Four panelists discussed the intricacies of the war in Syria, including the history of the war, the history of the Islamic State of Iraq and Syria (ISIS) in Syria, the effects of the war on Lebanon and the issue of human trafficking in Syria and neighboring countries to a room of about 40 people on Wednesday, Feb. 15.
Panelist Joseph Bahout, a visiting scholar and Crown Center fellow, joked during the event that “when you think you understand something from [the Middle East] region, it has been badly explained,” an anecdote meant to summarize the complexity of the regional conflict.
The Syrian regime’s answer to what was, at the time, a peaceful revolution was to meet it very quickly with brutal and violent military means, Bahout explained.
The Arab revolution started, as many Middle Eastern revolutions did, during the period in 2010 and 2011 known as the Arab Spring.
The regime’s response “started with fires, with rifles, then it turned out to be tanks, then aviation was used,” Bahout said, depicting the rapid escalation of military means by the regime.
“The regime probably banked and bet that … the brutality of the reaction, the answer would shut up society,” Bahout explained, drawing parallels between the start of the Syrian War and a similar reaction to a revolution in Syria in 1982.
The war escalated in 2012 when those opposed to the regime’s reaction left the military, often bringing weapons with them and using the weapons to protect the population from the regime, creating more violence, Bahout told the room.
When the regime released several known radical jihadists from prison, the regime knew these people would attempt to hijack the revolution and move it toward a radicalized Islamist revolution, according to Bahout.
“Syria today is a conundrum which is very difficult to solve because Syria [at the start of its revolution] was already … in the middle of a web of a very entangled regional conflict,” said Bahout, explaining that there were already tensions with Turkey, Iran and other states in the Middle East. There was also “an ambition by Russia to use any international crisis … in order to upgrade Russia’s posture at the international scene and put Russia at power with the U.S.,” Bahout said.
“ISIS has survived because none of these international actors see ISIS as their number-one threat. In fact for many of them the continuation of ISIS, in a contained form, is in their interest,” said panelist David Patel, a senior fellow at the Crown Center.
The Syrian government does not want ISIS to disappear because it allows them to bomb rebels under the pretext of the rebels being part of a terrorist organization, according to Patel. Likewise, Russia uses ISIS as a reason to stay involved in the Syrian conflict.
United States allies such as Saudi Arabia do not want to defeat ISIS because they want the United States to change their policy to overthrow Syrian President Bashar al-Assad and then go after ISIS, Patel claimed.
Relying on ISIS, in parts of Syria governed by ISIS, “is a way for you to have a good life, regardless of your ideology,” Patel said. ISIS “provides jobs, they provide security and, if you’re a local, they provide a salary.”
Lebanon and Syria are very closely related, according to panelist Kelly Stedem, a Ph.D. candidate in the politics department, but despite similarities between the two countries the Lebanese government has not made any official statement on the Syrian Civil War.
Lebanon, whose own population is between 4-5 million, contains over 2 million Syrian refugees, according to Stedem.
Hezbollah, which is a Lebanon-based, Shia terrorist group, according to the National Counterterrorism Center website, helps resettle Syrian refugees in Lebanon who support the Syrian regime, according to Stedem.
Stedem predicts an increase in tensions between Syrian refugees and Lebanese citizens as more Syrians entering the country are skilled workers who might compete for higher-paying jobs.
Two main forms of human trafficking exist in Syria, Turkey and Lebanon: forced prostitution and forced marriage, according to panelist Carla Abdo, a visiting research scholar.
“In order to reduce the financial burden on the refugee family … female children or unwed sisters are sold into marriage or into prostitution rings,” according to Abdo. Often they do not know which.
She explained that prices range from $700 to $1,700 in Turkey depending on the age of the woman sold. Typically these girls and women are between ages 13 and 17. In Lebanon, there is not a single prosecuted case of prostitution or forced marriage, according to Abdo.
The event, sponsored by the Crown Center for Middle Eastern Studies, was devised after four students in the politics department reached out to faculty in hopes of gaining a fuller understanding of a situation that is a prominent part of both United States foreign policy and world politics.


• [WORK TASK]: Look through the material below. Copy every line with the string "AMAP" in it.

• [DATA FOR ANALYSIS]:
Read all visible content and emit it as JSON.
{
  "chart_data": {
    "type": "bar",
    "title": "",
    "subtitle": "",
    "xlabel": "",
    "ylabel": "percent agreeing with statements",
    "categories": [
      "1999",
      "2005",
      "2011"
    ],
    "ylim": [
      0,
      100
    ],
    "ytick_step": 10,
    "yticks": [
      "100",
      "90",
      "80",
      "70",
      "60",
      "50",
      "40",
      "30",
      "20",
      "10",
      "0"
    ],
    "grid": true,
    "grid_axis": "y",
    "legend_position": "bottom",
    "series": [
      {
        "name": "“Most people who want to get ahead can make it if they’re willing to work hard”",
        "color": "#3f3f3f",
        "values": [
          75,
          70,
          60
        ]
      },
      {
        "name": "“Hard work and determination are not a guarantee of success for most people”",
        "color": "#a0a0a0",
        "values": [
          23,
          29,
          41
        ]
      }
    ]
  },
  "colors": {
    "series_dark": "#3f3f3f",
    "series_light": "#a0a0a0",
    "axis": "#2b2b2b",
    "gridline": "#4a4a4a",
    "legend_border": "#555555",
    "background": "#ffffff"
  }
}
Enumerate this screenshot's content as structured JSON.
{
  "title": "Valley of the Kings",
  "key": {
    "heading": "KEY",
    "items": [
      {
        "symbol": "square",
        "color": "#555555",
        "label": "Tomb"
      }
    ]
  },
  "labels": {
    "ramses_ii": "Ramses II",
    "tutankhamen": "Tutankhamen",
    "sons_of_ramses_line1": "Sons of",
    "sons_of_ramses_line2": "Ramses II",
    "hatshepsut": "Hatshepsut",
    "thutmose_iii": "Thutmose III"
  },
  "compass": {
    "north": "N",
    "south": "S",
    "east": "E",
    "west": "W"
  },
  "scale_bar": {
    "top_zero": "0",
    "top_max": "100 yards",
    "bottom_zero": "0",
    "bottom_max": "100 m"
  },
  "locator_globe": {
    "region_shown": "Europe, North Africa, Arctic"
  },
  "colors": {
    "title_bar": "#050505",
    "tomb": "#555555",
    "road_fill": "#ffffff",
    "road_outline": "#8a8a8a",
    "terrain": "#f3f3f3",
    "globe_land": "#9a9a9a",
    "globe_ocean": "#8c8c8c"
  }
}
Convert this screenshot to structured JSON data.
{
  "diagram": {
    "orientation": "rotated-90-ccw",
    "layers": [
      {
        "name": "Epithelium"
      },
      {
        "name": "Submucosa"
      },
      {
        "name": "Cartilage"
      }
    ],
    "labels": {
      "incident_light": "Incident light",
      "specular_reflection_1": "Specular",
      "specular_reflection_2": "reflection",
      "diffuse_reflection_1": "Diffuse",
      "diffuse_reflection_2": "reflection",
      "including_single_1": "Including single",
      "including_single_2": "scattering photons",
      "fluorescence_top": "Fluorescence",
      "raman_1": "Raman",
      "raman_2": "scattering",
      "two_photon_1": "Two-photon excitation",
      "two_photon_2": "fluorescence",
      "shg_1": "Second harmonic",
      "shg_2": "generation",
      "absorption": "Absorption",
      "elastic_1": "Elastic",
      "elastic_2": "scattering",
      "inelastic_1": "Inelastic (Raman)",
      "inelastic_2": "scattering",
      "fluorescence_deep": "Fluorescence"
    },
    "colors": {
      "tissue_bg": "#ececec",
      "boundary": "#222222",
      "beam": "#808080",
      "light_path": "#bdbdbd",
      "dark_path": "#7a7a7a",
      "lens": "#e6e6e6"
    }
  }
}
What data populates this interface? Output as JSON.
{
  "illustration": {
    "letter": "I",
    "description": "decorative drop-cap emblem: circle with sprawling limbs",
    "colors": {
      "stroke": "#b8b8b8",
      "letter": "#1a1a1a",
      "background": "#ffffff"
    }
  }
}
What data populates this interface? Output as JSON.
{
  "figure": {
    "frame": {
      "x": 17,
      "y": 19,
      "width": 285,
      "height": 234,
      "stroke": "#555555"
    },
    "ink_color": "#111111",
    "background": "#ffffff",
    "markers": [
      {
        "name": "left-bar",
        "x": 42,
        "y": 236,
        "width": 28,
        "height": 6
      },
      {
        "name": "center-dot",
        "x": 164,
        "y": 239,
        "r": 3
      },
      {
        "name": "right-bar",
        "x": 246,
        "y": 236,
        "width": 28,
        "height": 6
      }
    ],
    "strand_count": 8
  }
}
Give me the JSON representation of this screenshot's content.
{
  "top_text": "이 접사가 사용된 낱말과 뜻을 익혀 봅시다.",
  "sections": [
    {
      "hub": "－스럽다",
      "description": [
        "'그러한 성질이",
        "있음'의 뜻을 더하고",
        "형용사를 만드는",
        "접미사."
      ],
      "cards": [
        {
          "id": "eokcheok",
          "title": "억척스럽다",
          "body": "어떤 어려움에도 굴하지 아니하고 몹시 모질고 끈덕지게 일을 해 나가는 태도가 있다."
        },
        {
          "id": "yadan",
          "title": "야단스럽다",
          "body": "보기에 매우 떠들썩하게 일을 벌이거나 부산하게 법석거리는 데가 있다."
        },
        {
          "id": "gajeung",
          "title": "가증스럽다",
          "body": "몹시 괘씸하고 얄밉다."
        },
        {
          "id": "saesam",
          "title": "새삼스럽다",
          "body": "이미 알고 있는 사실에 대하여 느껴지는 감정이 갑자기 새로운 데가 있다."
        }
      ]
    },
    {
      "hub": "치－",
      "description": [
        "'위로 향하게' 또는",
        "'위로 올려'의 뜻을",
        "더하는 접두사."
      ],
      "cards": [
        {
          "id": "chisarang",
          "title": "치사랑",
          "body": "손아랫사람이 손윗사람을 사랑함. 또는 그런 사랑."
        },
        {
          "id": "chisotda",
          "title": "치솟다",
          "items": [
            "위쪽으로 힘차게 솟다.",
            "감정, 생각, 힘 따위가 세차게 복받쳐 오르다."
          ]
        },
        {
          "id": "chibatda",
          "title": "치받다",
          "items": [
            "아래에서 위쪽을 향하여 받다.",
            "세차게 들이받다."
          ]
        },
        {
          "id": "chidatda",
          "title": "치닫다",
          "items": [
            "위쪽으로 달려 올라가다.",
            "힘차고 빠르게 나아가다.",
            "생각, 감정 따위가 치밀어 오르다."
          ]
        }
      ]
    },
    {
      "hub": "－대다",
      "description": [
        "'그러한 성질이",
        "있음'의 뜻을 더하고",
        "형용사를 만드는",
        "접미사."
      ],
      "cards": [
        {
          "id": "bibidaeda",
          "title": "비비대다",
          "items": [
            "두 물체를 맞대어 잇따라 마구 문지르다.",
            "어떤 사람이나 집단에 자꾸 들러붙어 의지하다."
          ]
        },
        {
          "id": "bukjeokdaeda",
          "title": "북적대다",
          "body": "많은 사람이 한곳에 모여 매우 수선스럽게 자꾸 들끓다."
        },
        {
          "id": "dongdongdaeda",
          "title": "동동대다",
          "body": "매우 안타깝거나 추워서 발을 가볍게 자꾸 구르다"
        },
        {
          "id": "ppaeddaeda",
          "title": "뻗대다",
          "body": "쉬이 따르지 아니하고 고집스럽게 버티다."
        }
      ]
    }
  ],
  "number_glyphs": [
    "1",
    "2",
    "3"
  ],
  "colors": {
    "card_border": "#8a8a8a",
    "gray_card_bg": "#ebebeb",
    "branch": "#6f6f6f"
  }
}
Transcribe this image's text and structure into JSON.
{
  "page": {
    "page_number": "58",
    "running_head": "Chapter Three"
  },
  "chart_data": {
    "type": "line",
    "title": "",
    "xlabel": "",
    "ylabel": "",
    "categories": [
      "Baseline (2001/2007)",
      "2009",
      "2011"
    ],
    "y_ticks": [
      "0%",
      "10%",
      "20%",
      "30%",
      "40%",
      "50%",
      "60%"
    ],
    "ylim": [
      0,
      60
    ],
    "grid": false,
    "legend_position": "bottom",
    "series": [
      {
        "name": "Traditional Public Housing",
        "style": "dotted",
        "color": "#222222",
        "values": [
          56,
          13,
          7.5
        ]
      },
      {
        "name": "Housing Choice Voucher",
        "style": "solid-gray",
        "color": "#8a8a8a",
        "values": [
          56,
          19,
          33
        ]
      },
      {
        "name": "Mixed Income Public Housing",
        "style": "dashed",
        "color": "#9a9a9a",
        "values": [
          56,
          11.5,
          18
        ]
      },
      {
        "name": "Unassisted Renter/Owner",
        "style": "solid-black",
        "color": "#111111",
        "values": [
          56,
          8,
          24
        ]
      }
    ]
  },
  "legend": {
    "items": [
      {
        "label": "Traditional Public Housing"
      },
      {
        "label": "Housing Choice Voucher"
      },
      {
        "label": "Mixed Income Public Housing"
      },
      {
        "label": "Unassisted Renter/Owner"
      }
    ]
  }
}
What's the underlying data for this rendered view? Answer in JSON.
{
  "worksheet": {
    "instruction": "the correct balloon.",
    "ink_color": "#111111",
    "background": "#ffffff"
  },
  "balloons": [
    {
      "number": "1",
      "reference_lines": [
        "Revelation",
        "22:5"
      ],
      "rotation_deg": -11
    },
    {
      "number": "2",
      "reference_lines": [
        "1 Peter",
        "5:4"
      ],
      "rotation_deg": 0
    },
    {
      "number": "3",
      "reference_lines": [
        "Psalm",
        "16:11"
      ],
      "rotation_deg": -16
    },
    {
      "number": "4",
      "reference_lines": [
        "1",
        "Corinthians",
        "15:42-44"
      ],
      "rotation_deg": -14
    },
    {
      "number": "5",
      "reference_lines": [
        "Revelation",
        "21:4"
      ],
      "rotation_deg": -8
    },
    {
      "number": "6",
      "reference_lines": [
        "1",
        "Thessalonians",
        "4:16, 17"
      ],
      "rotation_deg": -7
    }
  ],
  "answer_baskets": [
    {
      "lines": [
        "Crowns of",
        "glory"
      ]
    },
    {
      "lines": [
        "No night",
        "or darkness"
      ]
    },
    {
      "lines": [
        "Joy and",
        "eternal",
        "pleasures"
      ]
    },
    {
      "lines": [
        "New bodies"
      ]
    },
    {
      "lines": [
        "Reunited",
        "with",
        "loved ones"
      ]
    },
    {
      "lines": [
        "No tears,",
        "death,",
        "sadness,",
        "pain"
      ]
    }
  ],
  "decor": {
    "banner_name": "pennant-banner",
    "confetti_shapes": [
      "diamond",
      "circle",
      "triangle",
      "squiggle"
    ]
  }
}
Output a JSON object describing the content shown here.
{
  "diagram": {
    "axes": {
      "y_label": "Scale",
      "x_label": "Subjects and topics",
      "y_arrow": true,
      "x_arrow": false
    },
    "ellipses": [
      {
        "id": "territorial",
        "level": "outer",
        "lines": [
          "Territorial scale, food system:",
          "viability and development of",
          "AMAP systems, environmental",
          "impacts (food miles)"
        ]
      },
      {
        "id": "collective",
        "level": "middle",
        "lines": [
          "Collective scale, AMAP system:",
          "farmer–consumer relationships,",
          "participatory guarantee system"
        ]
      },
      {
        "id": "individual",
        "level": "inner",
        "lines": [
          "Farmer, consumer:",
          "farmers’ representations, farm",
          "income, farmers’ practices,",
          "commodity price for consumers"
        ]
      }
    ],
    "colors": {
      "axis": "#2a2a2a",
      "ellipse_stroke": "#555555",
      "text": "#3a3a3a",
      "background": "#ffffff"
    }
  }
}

• [REPLY]:
          "AMAP systems, environmental",
          "Collective scale, AMAP system:",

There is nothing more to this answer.